Boston—the city that brought me back to life
About four years ago, after fifteen years living in Nashville, I found myself wanting a change I could not quite explain. I started craving something different — more walkability, more history, more texture, more beauty woven into everyday life. I Googled: “most European city in America.”
Which is, admittedly, a slightly dramatic way to choose where to move. But also, in hindsight, one of the best decisions I have ever made.
I moved to Nashville from Southern CA at 18 to study and work in the music industry. I lived there for fifteen years. And while there were beautiful parts of that chapter, I spent a long time feeling unsettled in ways I could never fully articulate.
Not necessarily unhappy every single day. Just disconnected. Like something essential in me was underfed.
Then Boston appeared in my Google search.
I visited one summer, walked down Commonwealth Avenue for the first time, and everything in me immediately clicked.
I still remember exactly where I was standing: Dartmouth and Commonwealth, looking toward the Vendôme. The light filtering through the trees. The brownstones. The scale of the street, felt reminiscent of a Boulevard in Paris. The feeling that the city had somehow managed to preserve beauty as part of ordinary life instead of treating it like a luxury experience reserved for special occasions.
And almost instantly, I had the overwhelming feeling that I needed to live there.
Not “I should consider this.”
Not “maybe someday.”
I need to move to this exact place.
Six months later, I did.
I moved onto Commonwealth Avenue, and three years later, I still feel grateful every time I walk outside.
People often talk about cities in practical terms. Job opportunities. Cost of living. Public transportation. Taxes. Square footage.
But cities shape something far more intimate than logistics.
They shape the emotional texture of your everyday life.
Boston changed mine almost immediately.
I walk constantly here, not because I am trying to hit a step count, but because the city invites you to participate in it. There is beauty everywhere you look. Old brick buildings glowing in late afternoon light. Tiny side streets that somehow still feel cinematic after you have walked them a hundred times. The Public Garden bursting with tulips in the first days of spring. Beacon Hill in the rain. Back Bay blanketed in vibrant autumn colors in October.
Even errands feel different when your surroundings are beautiful.
That sounds superficial until you experience how profoundly environment affects your internal world.
Beauty softens people.
Not in a frivolous way. In a human way.
It pulls you back into your senses. Back into presence. Back into your actual life.
I think that is part of why Boston affected me so deeply. The city feels designed for living, not merely functioning.

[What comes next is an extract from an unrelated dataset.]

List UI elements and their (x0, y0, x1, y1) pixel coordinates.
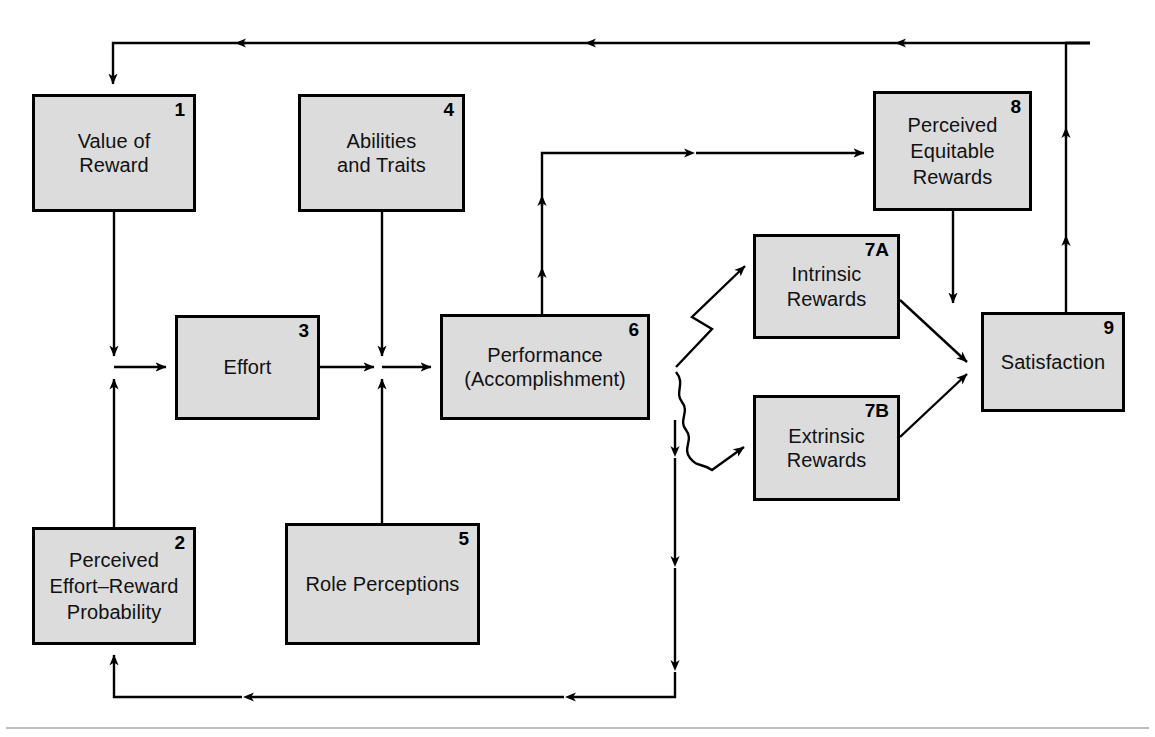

You can walk to dinner. Walk to coffee. Walk home after an evening with friends while the entire neighborhood is a participant in your experience. There is intimacy to the scale of the city. A sense that life is meant to be inhabited instead of optimized.
And unlike many newer American cities, Boston still has texture.
It is not sterile (well, save for Seaport).
It is not overly polished.
It has quirks and imperfections and layers of history that make it feel alive. Apartments with strange layouts. Cobblestone streets. Buildings older than the country itself. Restaurants tucked into basements with low lighting and impossible acoustics and somehow the most memorable evenings unfolding inside them anyway.
There is soul here.
And after spending years feeling emotionally unmoored, I think I was searching for exactly that.
Not just a prettier city.
A more beautiful way of living.
That realization eventually became Ave.
Because the truth is, I do not actually believe beautiful homes — or beautiful cities — are superficial things.
I think they shape us profoundly.
I think our surroundings affect the way we think, rest, gather, love, and move through the world. I think walkability changes people. I think architecture affects mood. I think beauty creates presence. I think charm matters. I think atmosphere matters. I think there is a meaningful difference between a life lived surrounded by intention and one lived surrounded by indifference.
And I think many people are far more starved for beauty, warmth, and soulfulness than they even realize.
Boston reminded me of that.
It reminded me that ordinary life can still feel romantic. That history matters. That atmosphere matters. That there is something deeply human about walking home beneath trees and brownstones instead of fluorescent parking garages and six-lane roads.
Most of all, it reminded me that the small moments are not interrupting life.
They are life.
And honestly, that changed everything for me.